Above: Students with Dr Leila Brammer and Dr Stewart Gill OAM Master

In the current climate of increasing tensions among groups and individuals there is great need to foster vigorous, inclusive, and productive discourse in classrooms, on campuses, and through all levels of civic life. The 2024 Sugden Oration titled ‘Reclaiming Public Discourse: Freedom of Expression on Campus and in Communities’ delivered by Sugden Fellow, Dr Leila Brammer on Tuesday 26 March, was thought provoking, and timely.

Dr Brammer is Director of Outreach and Instructional Development, Parrhesia Program for Public Discourse at the University of Chicago. She established a nationally recognised civic learning and engagement curriculum and a community-based public deliberation and dialogue program.

Dr Brammer made clear the importance of discourse.

“Discourse allows us to connect and create, it is all we have to connect with others, and it’s all we have to create new answers to our pressing challenges. When we have polarised issues and entrenched positions the majority are not going to get involved because they see it as something ugly.”

Healthy public discourse starts with understanding.

“An absolute foundation of entering into discourse in the community with others who differ from us is understanding. I always tell students the best thing you can learn is how to be wrong. This requires intellectual curiosity, I have to seek out those who differ or disagree with me because I’m curious about the nature of the world, and what they might be able to teach me. I am going to do so with a degree of intellectual humility, I might be wrong, or maybe not quite right, there’s something I can learn from every interaction. Often, we take a stand first, before we understand the issue.”

The second step is starting to examine and test ideas.

“The rigorous testing and refining of ideas necessary for pursuing knowledge and advancing democracy depends on the ability to seek out and engage multiple perspectives, differences, and disagreements. We need to ask ourselves, ‘Which perspectives seem to coalesce? Which perspectives make the most sense in helping me understand this?’ Then ‘Can I create a nugget, a truth out of all of these?’”

Dr Brammer sees the way forward occurs when broadening conversation from a two-way debate to wider discourse.

“I have created a prism, taking it from two sides, to adding a third or fourth idea. When expanding, we have to change the mode in which we engage. When we are stretched into two positions, we totally obliterate all sorts of other opportunities that are out there. This type of discourse is not enabling us to flourish, it actually divides and entrenches us. The vast majority of people live somewhere in the middle..”

Caroline Berg (2nd year Science/Engineering) gained a great deal from listening to Dr Brammer.

“The topic of Dr Brammer’s oration was extremely relevant as a young person engaging in discussions with many new people in completely new settings. Dr Brammer presented a clear, quietly revolutionary way for us to all improve our listening, discussion, advocacy, and understanding. I will carry these learnings with me for a long time, and I’m very grateful for the opportunity I had to attend.”

Chloe Campbell (1st year Biomedicine) was similarly inspired.

“The concept applies to academia, difficult conversations with family, polarising societal debates, and conflict from differing views on all levels. Dr Brammer succinctly demonstrated the need for freedom of speech to allow society to grow. It stems from individual conversations and understanding of others’ differences, then flows onto the ability to have these wider conversations in communities that involve everyone’s voice, not just the loudest.”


**Task prompt:**
Without leaving out a single line, copy the records exactly.
====== Material to process ======
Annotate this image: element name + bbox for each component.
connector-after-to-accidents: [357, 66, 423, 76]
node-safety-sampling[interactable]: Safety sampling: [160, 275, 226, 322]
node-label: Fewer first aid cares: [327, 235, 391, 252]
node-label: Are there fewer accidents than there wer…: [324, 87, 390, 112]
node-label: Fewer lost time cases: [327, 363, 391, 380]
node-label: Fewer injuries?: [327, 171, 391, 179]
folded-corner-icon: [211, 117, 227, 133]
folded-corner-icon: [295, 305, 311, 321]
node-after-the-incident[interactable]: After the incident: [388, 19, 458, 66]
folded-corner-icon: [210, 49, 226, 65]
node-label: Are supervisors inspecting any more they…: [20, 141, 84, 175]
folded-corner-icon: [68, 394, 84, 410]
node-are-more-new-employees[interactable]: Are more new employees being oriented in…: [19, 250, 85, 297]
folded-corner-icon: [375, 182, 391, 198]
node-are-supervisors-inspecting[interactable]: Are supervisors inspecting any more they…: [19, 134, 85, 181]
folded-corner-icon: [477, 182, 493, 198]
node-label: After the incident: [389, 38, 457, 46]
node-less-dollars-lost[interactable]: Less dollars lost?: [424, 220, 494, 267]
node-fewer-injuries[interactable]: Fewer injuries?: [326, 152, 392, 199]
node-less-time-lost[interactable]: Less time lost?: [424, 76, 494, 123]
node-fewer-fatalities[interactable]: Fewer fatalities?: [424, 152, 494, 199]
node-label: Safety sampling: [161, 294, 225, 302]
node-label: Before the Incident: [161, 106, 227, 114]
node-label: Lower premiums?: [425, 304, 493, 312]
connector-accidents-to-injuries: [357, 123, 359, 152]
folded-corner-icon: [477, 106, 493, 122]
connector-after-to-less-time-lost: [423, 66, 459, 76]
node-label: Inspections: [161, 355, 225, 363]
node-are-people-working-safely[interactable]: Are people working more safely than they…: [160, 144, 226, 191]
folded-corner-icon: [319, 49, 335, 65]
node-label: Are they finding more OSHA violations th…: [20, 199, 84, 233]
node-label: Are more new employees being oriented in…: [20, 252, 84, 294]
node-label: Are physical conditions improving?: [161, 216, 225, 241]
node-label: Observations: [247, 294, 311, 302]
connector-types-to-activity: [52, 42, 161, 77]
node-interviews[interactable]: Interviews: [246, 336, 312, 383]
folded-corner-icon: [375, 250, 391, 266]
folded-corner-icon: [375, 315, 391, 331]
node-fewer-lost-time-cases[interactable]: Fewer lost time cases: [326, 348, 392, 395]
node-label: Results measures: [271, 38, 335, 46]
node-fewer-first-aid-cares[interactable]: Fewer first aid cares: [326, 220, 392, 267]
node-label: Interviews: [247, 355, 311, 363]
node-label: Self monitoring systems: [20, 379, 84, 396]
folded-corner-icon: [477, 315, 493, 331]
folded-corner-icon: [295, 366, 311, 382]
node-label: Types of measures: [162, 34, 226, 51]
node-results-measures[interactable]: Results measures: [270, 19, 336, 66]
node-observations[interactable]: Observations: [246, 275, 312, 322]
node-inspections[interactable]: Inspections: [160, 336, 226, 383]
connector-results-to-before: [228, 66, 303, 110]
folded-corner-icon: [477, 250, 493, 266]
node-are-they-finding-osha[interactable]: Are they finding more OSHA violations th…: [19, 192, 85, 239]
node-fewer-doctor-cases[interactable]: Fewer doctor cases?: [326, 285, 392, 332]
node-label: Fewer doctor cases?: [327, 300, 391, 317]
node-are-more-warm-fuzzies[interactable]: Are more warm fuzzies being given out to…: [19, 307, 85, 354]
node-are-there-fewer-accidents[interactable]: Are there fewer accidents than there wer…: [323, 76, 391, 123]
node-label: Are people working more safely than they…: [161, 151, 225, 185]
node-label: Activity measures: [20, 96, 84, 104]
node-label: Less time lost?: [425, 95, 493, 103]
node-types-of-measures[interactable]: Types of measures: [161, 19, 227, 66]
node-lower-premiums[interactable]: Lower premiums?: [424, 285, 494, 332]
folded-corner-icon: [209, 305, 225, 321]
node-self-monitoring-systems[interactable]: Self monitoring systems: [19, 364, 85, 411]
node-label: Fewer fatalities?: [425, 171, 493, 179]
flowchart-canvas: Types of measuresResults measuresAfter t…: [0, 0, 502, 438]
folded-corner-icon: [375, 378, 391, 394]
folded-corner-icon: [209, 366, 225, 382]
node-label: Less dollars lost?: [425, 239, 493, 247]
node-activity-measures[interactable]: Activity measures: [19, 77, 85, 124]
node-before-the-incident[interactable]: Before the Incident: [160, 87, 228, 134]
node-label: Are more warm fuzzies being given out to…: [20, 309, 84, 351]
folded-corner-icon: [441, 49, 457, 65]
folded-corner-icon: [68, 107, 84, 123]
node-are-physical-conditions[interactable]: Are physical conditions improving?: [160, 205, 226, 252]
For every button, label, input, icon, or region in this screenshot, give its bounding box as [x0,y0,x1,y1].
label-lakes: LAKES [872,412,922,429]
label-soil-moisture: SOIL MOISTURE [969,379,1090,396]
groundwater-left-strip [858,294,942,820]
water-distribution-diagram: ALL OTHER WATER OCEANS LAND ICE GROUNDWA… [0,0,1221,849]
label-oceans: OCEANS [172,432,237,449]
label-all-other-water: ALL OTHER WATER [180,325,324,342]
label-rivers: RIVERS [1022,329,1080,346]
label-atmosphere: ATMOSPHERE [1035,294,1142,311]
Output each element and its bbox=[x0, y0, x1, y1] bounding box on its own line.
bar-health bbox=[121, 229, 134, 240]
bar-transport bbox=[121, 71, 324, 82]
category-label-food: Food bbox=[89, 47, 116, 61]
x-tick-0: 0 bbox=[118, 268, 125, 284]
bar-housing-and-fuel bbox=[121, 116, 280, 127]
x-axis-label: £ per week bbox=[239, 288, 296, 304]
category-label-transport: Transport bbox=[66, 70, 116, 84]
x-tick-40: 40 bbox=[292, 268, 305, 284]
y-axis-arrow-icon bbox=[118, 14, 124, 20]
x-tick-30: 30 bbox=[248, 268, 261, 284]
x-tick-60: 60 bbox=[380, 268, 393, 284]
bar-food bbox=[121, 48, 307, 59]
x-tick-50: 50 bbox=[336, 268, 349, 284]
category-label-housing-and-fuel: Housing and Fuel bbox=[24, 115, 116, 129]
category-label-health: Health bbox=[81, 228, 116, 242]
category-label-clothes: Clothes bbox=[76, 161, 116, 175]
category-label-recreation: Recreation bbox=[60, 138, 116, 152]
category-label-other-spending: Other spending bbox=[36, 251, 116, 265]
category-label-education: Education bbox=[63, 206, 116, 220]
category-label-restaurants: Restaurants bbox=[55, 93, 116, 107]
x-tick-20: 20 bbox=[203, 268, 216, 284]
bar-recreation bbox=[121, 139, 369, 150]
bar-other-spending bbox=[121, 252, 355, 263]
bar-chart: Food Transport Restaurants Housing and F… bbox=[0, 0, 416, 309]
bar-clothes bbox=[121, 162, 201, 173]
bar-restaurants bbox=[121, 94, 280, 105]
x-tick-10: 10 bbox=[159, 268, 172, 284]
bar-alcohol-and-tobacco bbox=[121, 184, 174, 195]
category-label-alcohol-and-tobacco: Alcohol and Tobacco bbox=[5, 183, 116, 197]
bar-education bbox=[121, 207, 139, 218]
======
**Answer box:**
Annotate this image: element name + bbox for each component.
connector-after-to-accidents: [357, 66, 423, 76]
node-safety-sampling[interactable]: Safety sampling: [160, 275, 226, 322]
node-label: Fewer first aid cares: [327, 235, 391, 252]
node-label: Are there fewer accidents than there wer…: [324, 87, 390, 112]
node-label: Fewer lost time cases: [327, 363, 391, 380]
node-label: Fewer injuries?: [327, 171, 391, 179]
folded-corner-icon: [211, 117, 227, 133]
folded-corner-icon: [295, 305, 311, 321]
node-after-the-incident[interactable]: After the incident: [388, 19, 458, 66]
folded-corner-icon: [210, 49, 226, 65]
node-label: Are supervisors inspecting any more they…: [20, 141, 84, 175]
folded-corner-icon: [68, 394, 84, 410]
node-are-more-new-employees[interactable]: Are more new employees being oriented in…: [19, 250, 85, 297]
folded-corner-icon: [375, 182, 391, 198]
node-are-supervisors-inspecting[interactable]: Are supervisors inspecting any more they…: [19, 134, 85, 181]
folded-corner-icon: [477, 182, 493, 198]
node-label: After the incident: [389, 38, 457, 46]
node-less-dollars-lost[interactable]: Less dollars lost?: [424, 220, 494, 267]
node-fewer-injuries[interactable]: Fewer injuries?: [326, 152, 392, 199]
node-less-time-lost[interactable]: Less time lost?: [424, 76, 494, 123]
node-fewer-fatalities[interactable]: Fewer fatalities?: [424, 152, 494, 199]
node-label: Safety sampling: [161, 294, 225, 302]
node-label: Before the Incident: [161, 106, 227, 114]
node-label: Lower premiums?: [425, 304, 493, 312]
connector-accidents-to-injuries: [357, 123, 359, 152]
folded-corner-icon: [477, 106, 493, 122]
connector-after-to-less-time-lost: [423, 66, 459, 76]
node-label: Inspections: [161, 355, 225, 363]
node-are-people-working-safely[interactable]: Are people working more safely than they…: [160, 144, 226, 191]
folded-corner-icon: [319, 49, 335, 65]
node-label: Are they finding more OSHA violations th…: [20, 199, 84, 233]
node-label: Are more new employees being oriented in…: [20, 252, 84, 294]
node-label: Are physical conditions improving?: [161, 216, 225, 241]
node-label: Observations: [247, 294, 311, 302]
connector-types-to-activity: [52, 42, 161, 77]
node-interviews[interactable]: Interviews: [246, 336, 312, 383]
folded-corner-icon: [375, 250, 391, 266]
folded-corner-icon: [375, 315, 391, 331]
node-fewer-lost-time-cases[interactable]: Fewer lost time cases: [326, 348, 392, 395]
node-label: Results measures: [271, 38, 335, 46]
node-fewer-first-aid-cares[interactable]: Fewer first aid cares: [326, 220, 392, 267]
node-label: Interviews: [247, 355, 311, 363]
node-label: Self monitoring systems: [20, 379, 84, 396]
folded-corner-icon: [477, 315, 493, 331]
folded-corner-icon: [295, 366, 311, 382]
node-label: Types of measures: [162, 34, 226, 51]
node-results-measures[interactable]: Results measures: [270, 19, 336, 66]
node-observations[interactable]: Observations: [246, 275, 312, 322]
node-inspections[interactable]: Inspections: [160, 336, 226, 383]
connector-results-to-before: [228, 66, 303, 110]
folded-corner-icon: [477, 250, 493, 266]
node-are-they-finding-osha[interactable]: Are they finding more OSHA violations th…: [19, 192, 85, 239]
node-fewer-doctor-cases[interactable]: Fewer doctor cases?: [326, 285, 392, 332]
node-label: Fewer doctor cases?: [327, 300, 391, 317]
node-are-more-warm-fuzzies[interactable]: Are more warm fuzzies being given out to…: [19, 307, 85, 354]
node-are-there-fewer-accidents[interactable]: Are there fewer accidents than there wer…: [323, 76, 391, 123]
node-label: Are people working more safely than they…: [161, 151, 225, 185]
node-label: Activity measures: [20, 96, 84, 104]
node-label: Less time lost?: [425, 95, 493, 103]
node-types-of-measures[interactable]: Types of measures: [161, 19, 227, 66]
node-lower-premiums[interactable]: Lower premiums?: [424, 285, 494, 332]
folded-corner-icon: [209, 305, 225, 321]
node-self-monitoring-systems[interactable]: Self monitoring systems: [19, 364, 85, 411]
node-label: Fewer fatalities?: [425, 171, 493, 179]
flowchart-canvas: Types of measuresResults measuresAfter t…: [0, 0, 502, 438]
folded-corner-icon: [375, 378, 391, 394]
folded-corner-icon: [209, 366, 225, 382]
node-label: Less dollars lost?: [425, 239, 493, 247]
node-activity-measures[interactable]: Activity measures: [19, 77, 85, 124]
node-before-the-incident[interactable]: Before the Incident: [160, 87, 228, 134]
node-label: Are more warm fuzzies being given out to…: [20, 309, 84, 351]
folded-corner-icon: [441, 49, 457, 65]
folded-corner-icon: [68, 107, 84, 123]
node-are-physical-conditions[interactable]: Are physical conditions improving?: [160, 205, 226, 252]
For every button, label, input, icon, or region in this screenshot, give its bounding box as [x0,y0,x1,y1].
label-lakes: LAKES [872,412,922,429]
label-soil-moisture: SOIL MOISTURE [969,379,1090,396]
groundwater-left-strip [858,294,942,820]
water-distribution-diagram: ALL OTHER WATER OCEANS LAND ICE GROUNDWA… [0,0,1221,849]
label-oceans: OCEANS [172,432,237,449]
label-all-other-water: ALL OTHER WATER [180,325,324,342]
label-rivers: RIVERS [1022,329,1080,346]
label-atmosphere: ATMOSPHERE [1035,294,1142,311]
Output each element and its bbox=[x0, y0, x1, y1] bounding box on its own line.
bar-health bbox=[121, 229, 134, 240]
bar-transport bbox=[121, 71, 324, 82]
category-label-food: Food bbox=[89, 47, 116, 61]
x-tick-0: 0 bbox=[118, 268, 125, 284]
bar-housing-and-fuel bbox=[121, 116, 280, 127]
x-axis-label: £ per week bbox=[239, 288, 296, 304]
category-label-transport: Transport bbox=[66, 70, 116, 84]
x-tick-40: 40 bbox=[292, 268, 305, 284]
y-axis-arrow-icon bbox=[118, 14, 124, 20]
x-tick-30: 30 bbox=[248, 268, 261, 284]
x-tick-60: 60 bbox=[380, 268, 393, 284]
bar-food bbox=[121, 48, 307, 59]
x-tick-50: 50 bbox=[336, 268, 349, 284]
category-label-housing-and-fuel: Housing and Fuel bbox=[24, 115, 116, 129]
category-label-health: Health bbox=[81, 228, 116, 242]
category-label-clothes: Clothes bbox=[76, 161, 116, 175]
category-label-recreation: Recreation bbox=[60, 138, 116, 152]
category-label-other-spending: Other spending bbox=[36, 251, 116, 265]
category-label-education: Education bbox=[63, 206, 116, 220]
category-label-restaurants: Restaurants bbox=[55, 93, 116, 107]
x-tick-20: 20 bbox=[203, 268, 216, 284]
bar-recreation bbox=[121, 139, 369, 150]
bar-other-spending bbox=[121, 252, 355, 263]
bar-chart: Food Transport Restaurants Housing and F… bbox=[0, 0, 416, 309]
bar-clothes bbox=[121, 162, 201, 173]
bar-restaurants bbox=[121, 94, 280, 105]
x-tick-10: 10 bbox=[159, 268, 172, 284]
bar-alcohol-and-tobacco bbox=[121, 184, 174, 195]
category-label-alcohol-and-tobacco: Alcohol and Tobacco bbox=[5, 183, 116, 197]
bar-education bbox=[121, 207, 139, 218]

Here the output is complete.